The physician should be acquainted with the full range of disease-producing power of each drug, that is, all morbid symptoms and changes of the state of health which each drug is capable of producing by itself in healthy persons, in order to discover what elements of disease each is able to produce and inclined to excite by itself in the condition of mind and body. Thus, the disease-producing power of drugs can be made available homeopathically in the case of all diseases.

Tuesday, June 17, 2008

2.1 - THE ORGANON

2.1 - THE ORGANON (A Synopsis)

1. The physician's highest and only duty is to restore health to the sick, which is called healing. Healing ought to be accompanied in the most speedy, most gentle and most reliable manner. To do this he must know the ailment of the patient, select the remedy, the dose and its repetition according to each individual case. Sanitation and hygiene Art studies in which every physician must be well versed.

2. Constitution of the patient, his mind and temperament, occupation, mode of living and habits, social and domestic relations, age and sexual functions, etc. give us the individuality of the patient.

3. Deviations from the normal state show themselves by morbid signs or symptoms. The totality of these symptoms, this outwardly rejected image of the inner nature of the diseased state i.e., of suffering dynamic, or living force, is the principal and only condition to be recognized in order that they may be removed and health restored.

4. Life, a dynamic principle animates the material body and this material body passes away as soon as it is bereft of this life force. In health, harmonious vital force becomes deranged by the dynamic influence of some morbific agency inimical to life, hence abnormal functional activity, manifesting itself by morbid sensations and functions, by morbid symptoms.

This morbidly changed life force can only be restored to its normal state by a similarly acting dynamic power of the appropriate remedy, acting on the omnipresent susceptibility of the nerves of the organism. The total removal of all symptoms is health restored, and therefore the totality of symptoms observed in each individual case can be the only indication to guide us in the selection of a remedy. These aberrations from the state of health can only be removed by the curative power inherent in medicine to turn the sensorial condition of the body again into its normal state.

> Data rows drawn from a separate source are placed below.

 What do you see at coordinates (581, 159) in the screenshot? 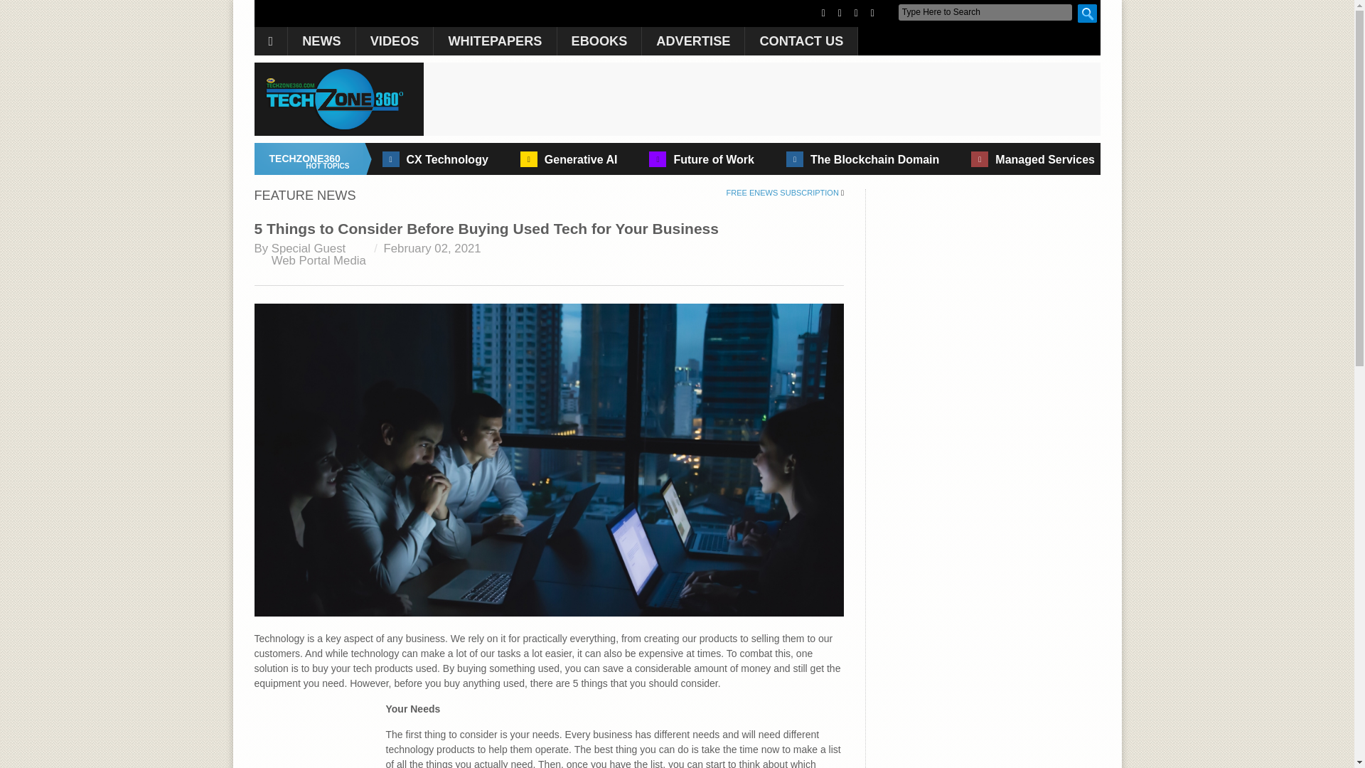
I see `Generative AI` at bounding box center [581, 159].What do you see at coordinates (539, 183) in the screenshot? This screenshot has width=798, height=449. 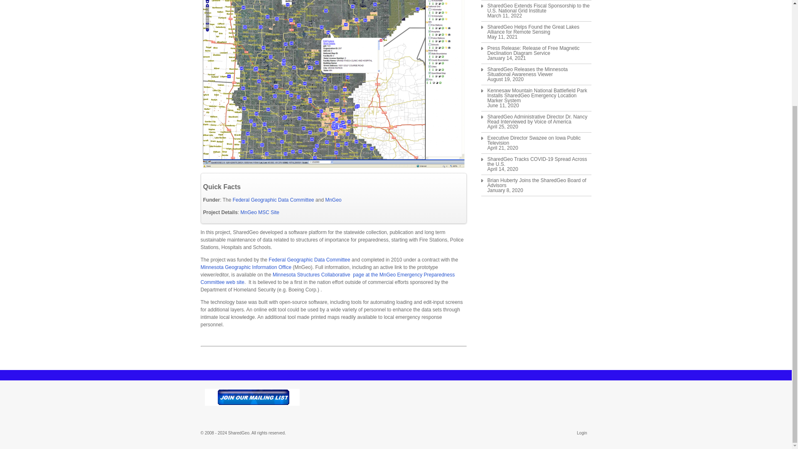 I see `Brian Huberty Joins the SharedGeo Board of Advisors` at bounding box center [539, 183].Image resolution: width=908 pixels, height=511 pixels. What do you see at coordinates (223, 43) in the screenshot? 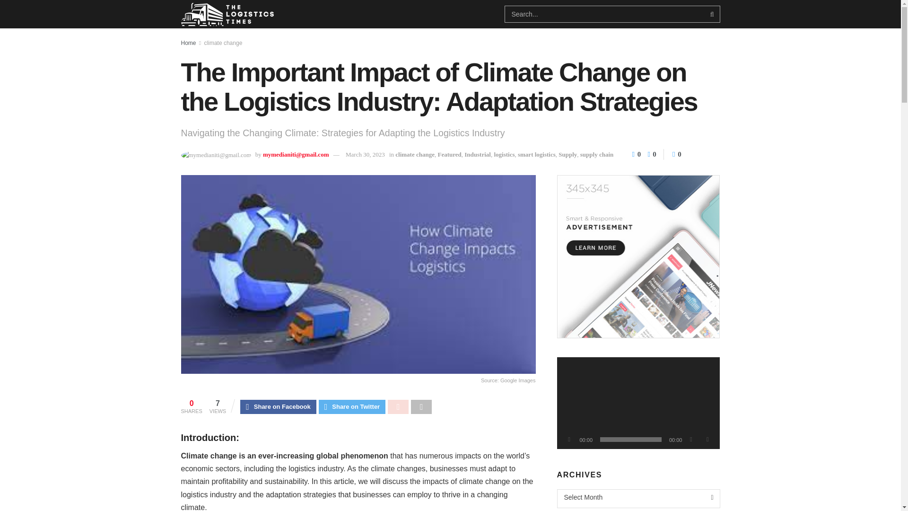
I see `climate change` at bounding box center [223, 43].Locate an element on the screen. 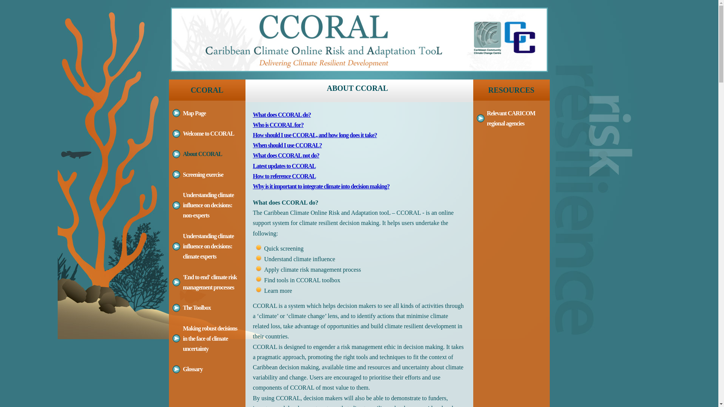  When should I use CCORAL? is located at coordinates (287, 146).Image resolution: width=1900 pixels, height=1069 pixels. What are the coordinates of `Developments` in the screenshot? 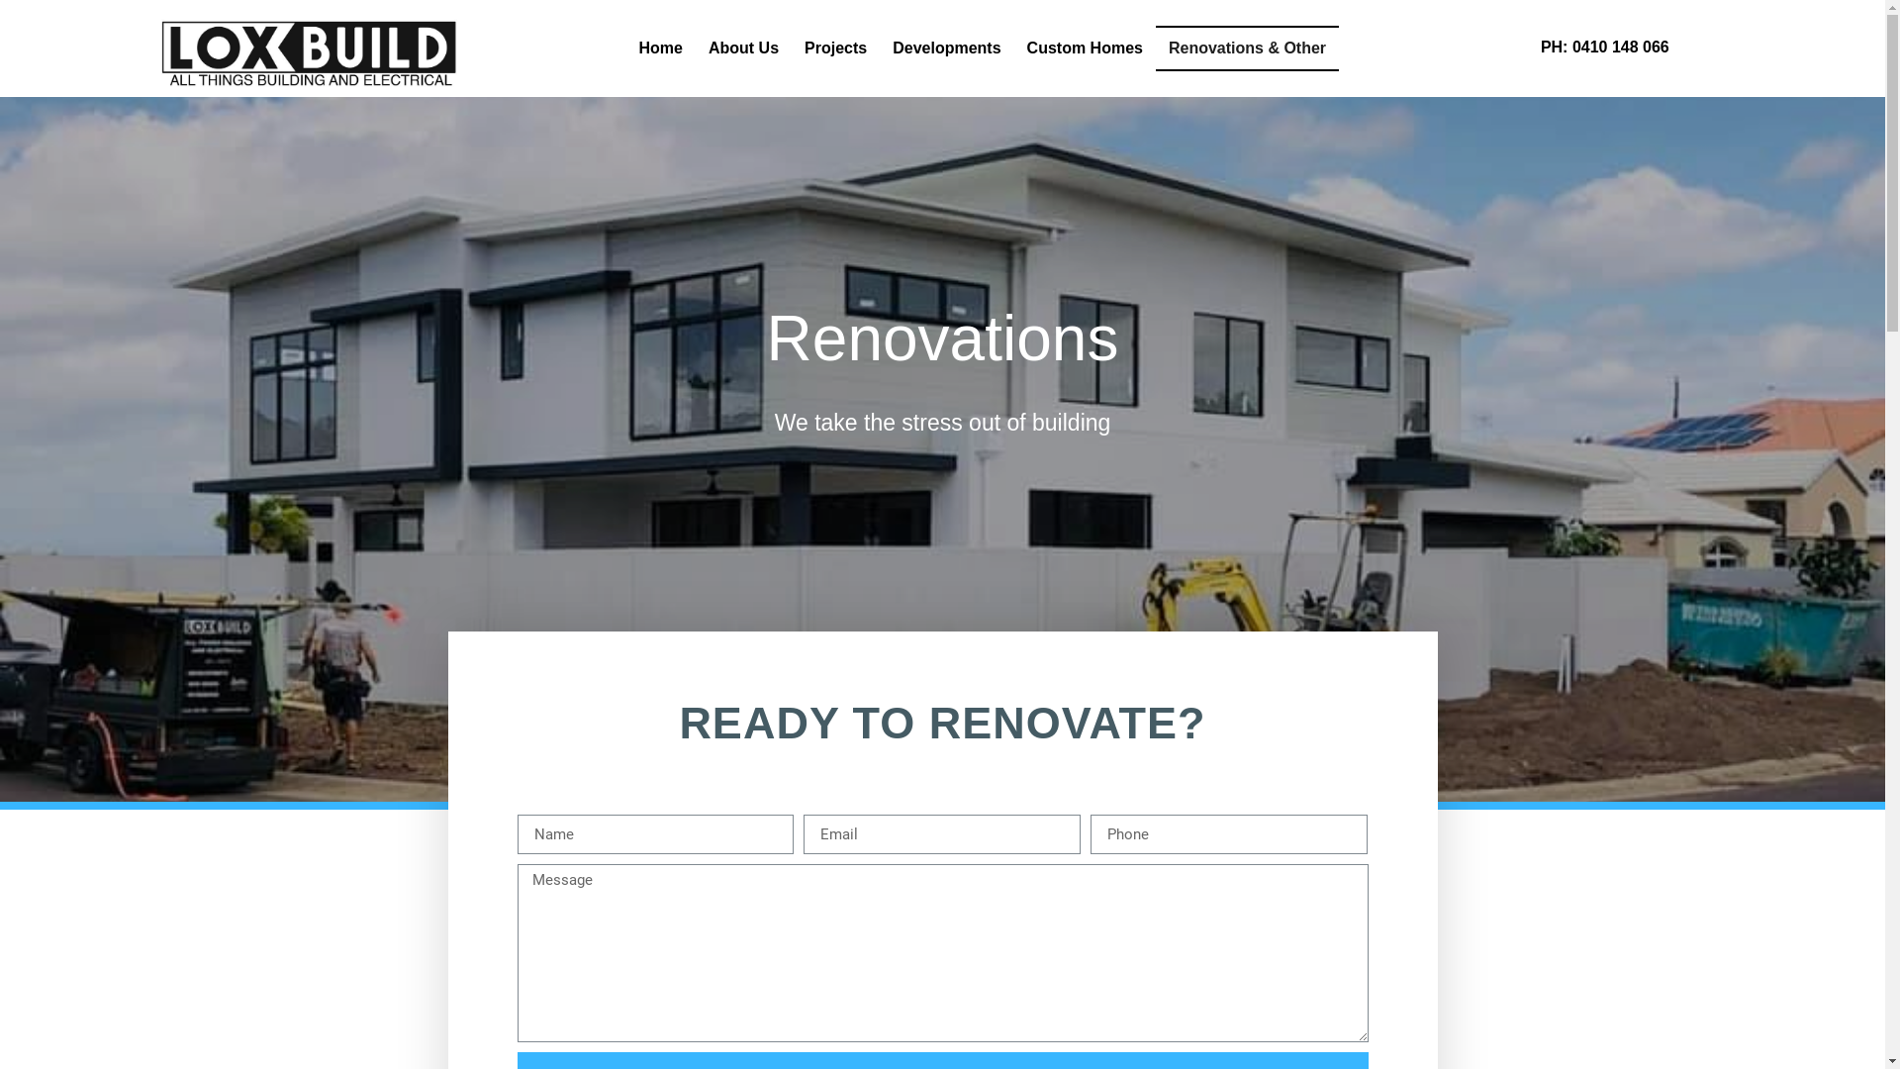 It's located at (946, 49).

5. Experiments on animals, vivisection (scientific dissection or experiment) and autopsy (post-mortem examination) can never reveal the inherent power of medicine: the healthy human body alone is the fit subject for such experiments, where they excite numerous definite morbid symptoms, and it follows that if drugs act as curative remedies, they exercise this curative power only by virtue of altering bodily feelings through the production of peculiar symptoms, which then they are able to remove from the sick; in other words the remedy must be able to produce an artificial morbid condition similar to that of the natural disease.

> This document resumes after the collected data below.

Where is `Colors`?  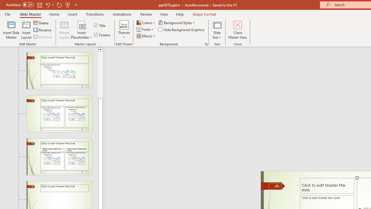 Colors is located at coordinates (146, 23). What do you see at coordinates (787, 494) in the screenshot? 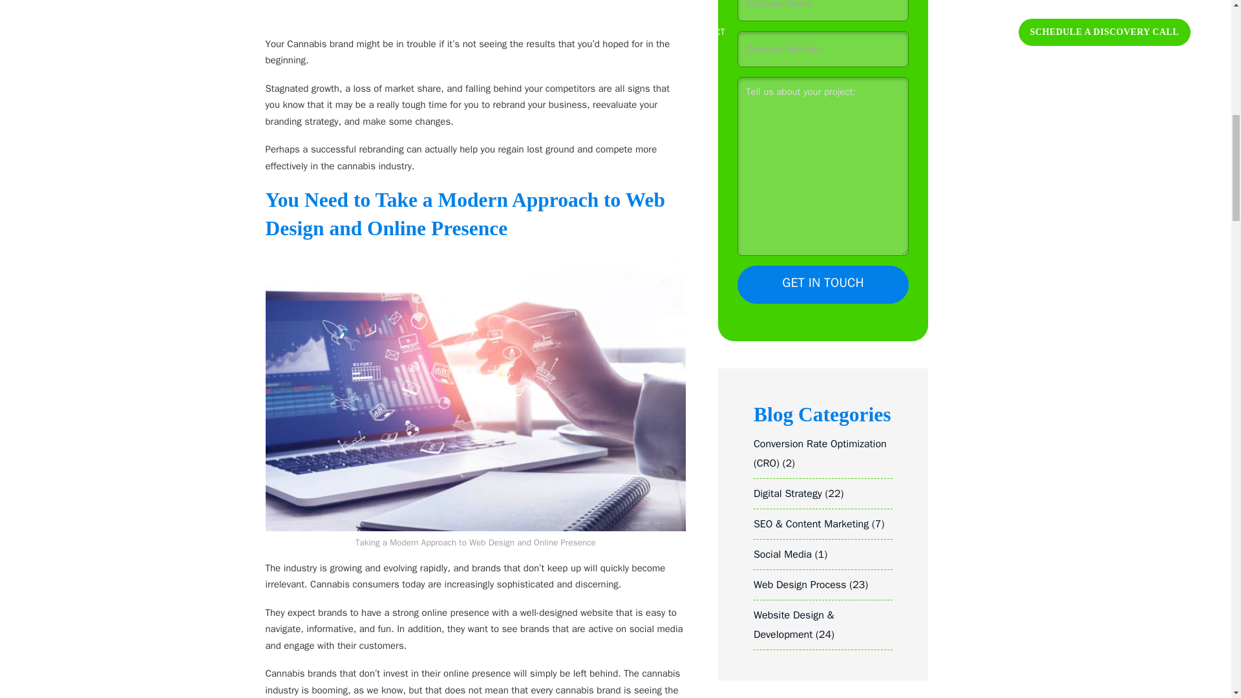
I see `Digital Strategy` at bounding box center [787, 494].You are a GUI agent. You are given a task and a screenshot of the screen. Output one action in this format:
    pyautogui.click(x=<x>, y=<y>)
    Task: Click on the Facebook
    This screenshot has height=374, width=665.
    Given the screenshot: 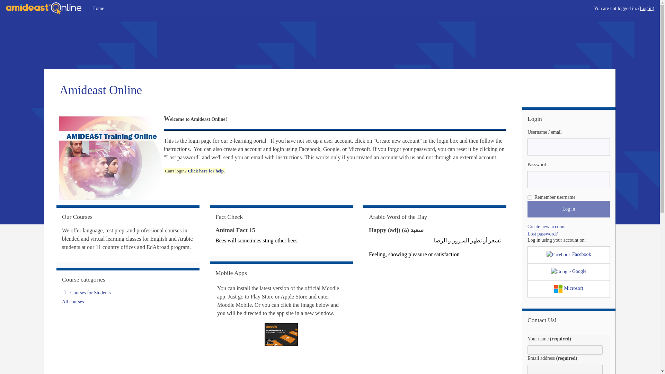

6. Experience teaches that all drugs will, without exception, cure diseases the symptoms of which are as similar as possible to those of the drugs, and leave none uncured.

Natural diseases are removed by proper medicines, because the normal state is more readily affected by the right dose of a drug than by natural morbific agencies.

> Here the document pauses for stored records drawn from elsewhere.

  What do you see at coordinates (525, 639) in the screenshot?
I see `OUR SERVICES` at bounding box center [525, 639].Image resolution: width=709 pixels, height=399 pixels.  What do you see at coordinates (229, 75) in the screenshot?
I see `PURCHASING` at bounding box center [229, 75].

Physical and partly physical terrestrial forces show their greatest power where this life-power is below par, hence they do not affect everybody nor do they do so at all times. We may, therefore, assert that extraneous, noxious agencies possess only a subordinate and conditional power, while drug potencies possess an absolute unconditional power.

Drug disease is substituted for the natural disease, when the drug causes symptoms most similar to that which is to be cured, and it is hardly possible to perform a cure by means of drugs incapable of producing in the organism a diseased condition similar to that which is to be cured.

Palliation of prominent symptoms should be ignored, as it provides only in part for a single symptom, it may bring partial relief but this is soon followed by a perceptible aggravation of the entire disease.